Scientists Have 'Hacked Photosynthesis' For More Productive Crops
"There's a big molecule, a protein, inside the leaves of most plants. It's called Rubisco, which is short for an actual chemical name that's very long and hard to remember."
"There's a big molecule, a protein, inside the leaves of most plants. It's called Rubisco, which is short for an actual chemical name that's very long and hard to remember."
The economics of fracking may be as big a worry as its environmental impacts, finds a new book on the energy extraction industry. Our latest BookShelf reviews the volume from a seasoned business reporter, who questions conventional views about a renewed U.S. energy “dominance,” probes the financial instability of the industry’s boom and raises the politically destabilizing spectre of a future decline for the fossil fuel market.
The topic of climate change will certainly heat up in 2019. That’s not just because a Democratic House will push back against the Trump administration, but also because of pressure from a “Green New Deal” clean-energy jobs movement, not to mention ongoing legal action, and corporate and state-level moves to limit carbon emissions. This special edition TipSheet explores the fault lines on climate in the year ahead.
SEJournal looks ahead to key issues in the coming year with this "2019 Journalists’ Guide to Energy & Environment" special report. Stay tuned as we continue to add elements to the report up through and beyond its formal launch Jan. 25 at an annual roundtable, organized by the Society of Environmental Journalists with the Wilson Center in Washington, D.C.

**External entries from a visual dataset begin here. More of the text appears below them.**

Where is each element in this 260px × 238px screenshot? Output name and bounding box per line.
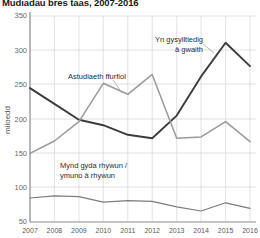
leader-work	[203, 44, 214, 53]
leader-study	[113, 80, 122, 93]
y-tick-350: 350	[14, 11, 27, 20]
x-tick-2007: 2007	[22, 227, 38, 234]
y-tick-250: 250	[14, 80, 27, 89]
annot-accompany-line2: ymuno â rhywun	[60, 171, 115, 180]
vertical-gridlines	[54, 16, 250, 221]
annot-accompany-line1: Mynd gyda rhywun /	[60, 161, 128, 170]
y-tick-100: 100	[14, 183, 27, 192]
annotation-study: Astudiaeth ffurfiol	[68, 72, 126, 81]
annot-study-line1: Astudiaeth ffurfiol	[68, 72, 126, 81]
annotation-work: Yn gysylltiedig â gwaith	[155, 35, 203, 54]
x-tick-2012: 2012	[144, 227, 160, 234]
annotation-accompany: Mynd gyda rhywun / ymuno â rhywun	[60, 161, 128, 180]
series-line-1	[30, 74, 250, 153]
x-tick-2015: 2015	[218, 227, 234, 234]
x-tick-2016: 2016	[242, 227, 258, 234]
y-axis-title: miloedd	[3, 106, 12, 134]
x-tick-2010: 2010	[96, 227, 112, 234]
y-tick-150: 150	[14, 149, 27, 158]
y-tick-labels: 350 300 250 200 150 100 50	[14, 11, 27, 226]
y-tick-50: 50	[19, 217, 27, 226]
chart-container: Mudiadau bres taas, 2007-2016	[0, 0, 260, 238]
annot-work-line1: Yn gysylltiedig	[155, 35, 203, 44]
x-tick-2008: 2008	[47, 227, 63, 234]
x-tick-labels: 2007 2008 2009 2010 2011 2012 2013 2014 …	[22, 227, 258, 234]
y-tick-300: 300	[14, 46, 27, 55]
series-line-0	[30, 43, 250, 138]
annot-work-line2: â gwaith	[175, 45, 203, 54]
series-layer	[30, 43, 250, 211]
x-tick-2013: 2013	[169, 227, 185, 234]
line-chart-plot: 350 300 250 200 150 100 50 miloedd 2007 …	[0, 0, 260, 238]
x-tick-2011: 2011	[120, 227, 135, 234]
x-tick-2014: 2014	[193, 227, 209, 234]
x-tick-2009: 2009	[71, 227, 87, 234]
y-tick-200: 200	[14, 115, 27, 124]
series-line-2	[30, 196, 250, 211]
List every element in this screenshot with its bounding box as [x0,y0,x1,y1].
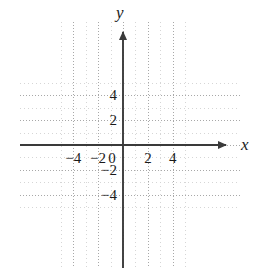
gridline-horizontal [20,195,240,196]
gridline-horizontal [20,207,240,208]
x-tick-label: 4 [169,151,177,166]
gridline-horizontal [20,120,240,121]
gridline-horizontal [20,157,240,158]
y-tick-label: 4 [110,88,118,103]
gridline-horizontal [20,108,240,109]
gridline-horizontal [20,133,240,134]
gridline-horizontal [20,83,240,84]
y-tick-label: −2 [101,162,117,177]
y-axis-label: y [116,4,124,21]
x-tick-label: −4 [65,151,81,166]
y-tick-label: 2 [110,113,118,128]
gridline-horizontal [20,95,240,96]
grid-layer [20,22,240,268]
gridline-horizontal [20,145,240,146]
gridline-horizontal [20,170,240,171]
y-tick-label: −4 [101,187,117,202]
x-axis-label: x [241,136,249,153]
gridline-horizontal [20,182,240,183]
coordinate-grid-figure: −4−202442−2−4 x y [0,0,275,276]
x-tick-label: 2 [144,151,152,166]
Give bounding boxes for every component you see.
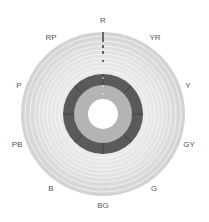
hue-label-r: R [100, 17, 106, 25]
hue-label-yr: YR [149, 34, 160, 42]
center-hole [88, 99, 118, 129]
hue-label-rp: RP [45, 34, 56, 42]
hue-label-p: P [16, 82, 21, 90]
hue-label-pb: PB [12, 141, 23, 149]
hue-wheel [0, 0, 209, 222]
hue-label-g: G [151, 185, 157, 193]
hue-label-gy: GY [183, 141, 195, 149]
hue-label-bg: BG [97, 202, 109, 210]
hue-label-b: B [48, 185, 53, 193]
hue-label-y: Y [185, 82, 190, 90]
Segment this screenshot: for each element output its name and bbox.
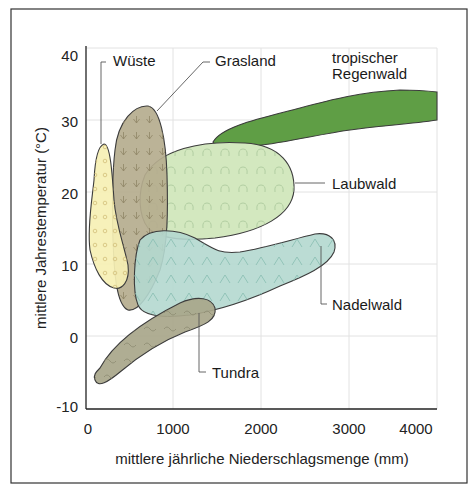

The Trump administration’s “war on science” is playing out not just at the EPA, with its controversial proposed “secret science” rule, but at federal agencies throughout the government. This special TipSheet lays out the conflict, and offers guidance on how to turn the overarching issue into a story with character and a regional or local sense of place. Plus, see more in our ongoing 2019 Journalists’ Guide to Energy & Environment.
"A crew of engineers in the middle of the ocean will try to fix a device that was intended to clean the Great Pacific Garbage Patch, where an estimated 1.8 trillion pieces of plastic have coalesced into a field of debris twice the size of Texas."
"U.S. taxpayers have spent billions of dollars subsidizing chemically treated refined coal, but a Reuters analysis of EPA data shows that the power plants burning it often pump out more smog, not less."
"Just after sunrise, a concrete plant located in a muddy industrial zone north of London stirs to life. Workers in orange suits and hard hats watch through a protective window as a machine presses what looks like red sand into a tray of brick-shaped blocks."
"Many hunters are ditching traditional ammunition amid mounting evidence that it harms scavengers and pollutes the food people eat."